I thus urge the Prime Minister and Leader of the Opposition to put their narrow political differences on hold and come together in the spirit of nation building in order to solve the vexed problem of selecting and appointing a Commissioner of Police.
The locus standi of both the Prime Minister and Leader of the Opposition putting their heads together for the selection/appointment of Commissioner of Police is grounded in the constitutional requirement that it is the Police Service Commission which must put the merit list together which goes to the President and then to Parliament. But the President must consult with the Prime Minister and Leader of the Opposition before Her Excellency in her own deliberate judgement selects and appoints the members of the Police Service Commission.
I surmise all this will take us beyond the 15th of October, the date of Jacob’s term as Acting Commissioner. The Court in its independent wisdom hearing the issues involving the de facto and de jure appointment of the so-called appointment of Gary Griffith can postpone its final decision/judgment in order for this sordid constitutional mess to be cleaned up.
But there would be voices raised that if Gary Griffith’s appointment as Acting Commissioner is illegal ab initio and if the Court is of that view, then the Judiciary cannot condone that he illegally presides as Acting Commissioner.

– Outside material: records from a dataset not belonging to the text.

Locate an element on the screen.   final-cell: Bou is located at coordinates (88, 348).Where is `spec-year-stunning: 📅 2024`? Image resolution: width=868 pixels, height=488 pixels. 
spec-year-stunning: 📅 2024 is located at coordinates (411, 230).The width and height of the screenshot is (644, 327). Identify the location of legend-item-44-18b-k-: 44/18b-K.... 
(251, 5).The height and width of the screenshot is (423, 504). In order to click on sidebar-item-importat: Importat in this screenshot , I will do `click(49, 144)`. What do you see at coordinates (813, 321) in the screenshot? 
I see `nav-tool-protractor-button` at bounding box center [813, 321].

I wish to emphatically note that the Police Service must be totally free from all political influence in Trinidad and Tobago. Ours is a plural society with the vexed questions of class, race and political allegiance emerging in every general election. And the Privy Council in the matter of Appeal No. 47 of 1980 between Endell Thomas and the Attorney General of Trinidad and Tobago as far back as forty-one (41) years ago sounded a warning to us. It stated: “that political interference in the Police Service could enable a Government, composed of the leaders of the political party that happened to be in power... to treat the proper performance of their (police) public duties as subordinate to the furtherance of the party’s political aims. In the case of an armed police force with the potentiality for harassment that such a force possesses…open up the prospect of converting it into what in effect might function as a private army of the political party that obtained a majority of seats in Parliament.

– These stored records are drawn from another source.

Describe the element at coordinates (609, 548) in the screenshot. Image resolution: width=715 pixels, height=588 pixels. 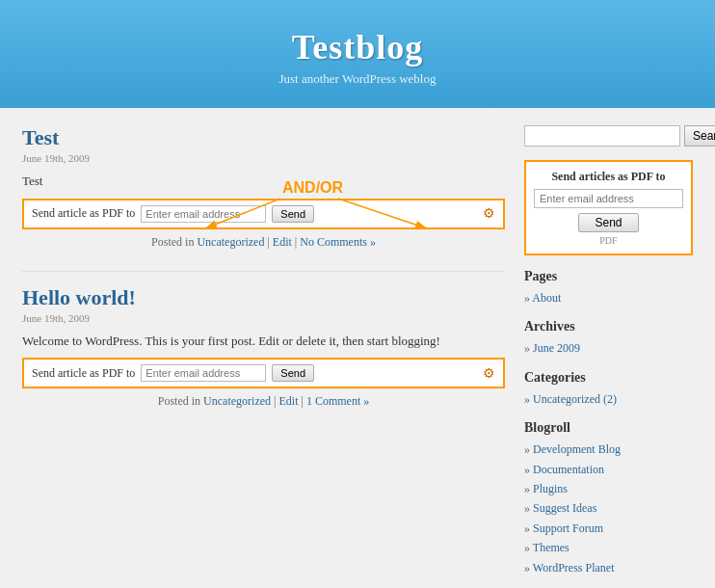
I see `list-item: Themes` at that location.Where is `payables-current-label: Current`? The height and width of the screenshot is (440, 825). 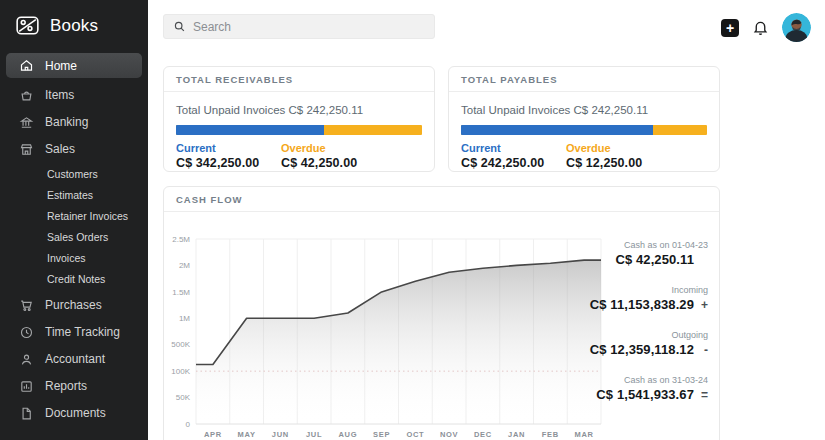
payables-current-label: Current is located at coordinates (514, 148).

The Privy Council also pointed out that the terms of qualification and the tenure of their office insulated the member of the Pol/SC from the “risk of being influenced in favour of the executive by consideration of advancement of their own careers”
The mess that caused the crumbling and dissolution of the PolSC is the allegation of political interference by a high ranking governmental official who caused the Chairman to withdraw the list of nominees from the hands of the President at President House. This jettisoned the process of appointing the country’s next Commissioner of Police. It is being rumoured that the government official was mandated to stump Gary Griffith as a nominee on the merit list for selection for the position of Commissioner. His name had topped all nominees on the list.
Martin Daly SC, Professor Deosaran and many other prominent independent commentators have condemned the political interference by the top public official in the affairs of the PolSC as an attempt to select and control the appointment of the Commissioner of Police and I thus suspect that in the fullness of time there will be an official enquiry into this matter because if true, it was a blatant attack on our democracy.
Trinidad and Tobago is a liberal democratic state and we need a Commissioner of Police in place for the Police Service to function legally.
The ordinary citizens are amused with the confusion created by some of our so-called enlightened and responsible leaders but at the same time very much concerned with the criminal activities of the criminals in our country.
This constitutional mess must be cleaned up: and I wonder whether, once again, we are the laughing stock of the free and democratic world.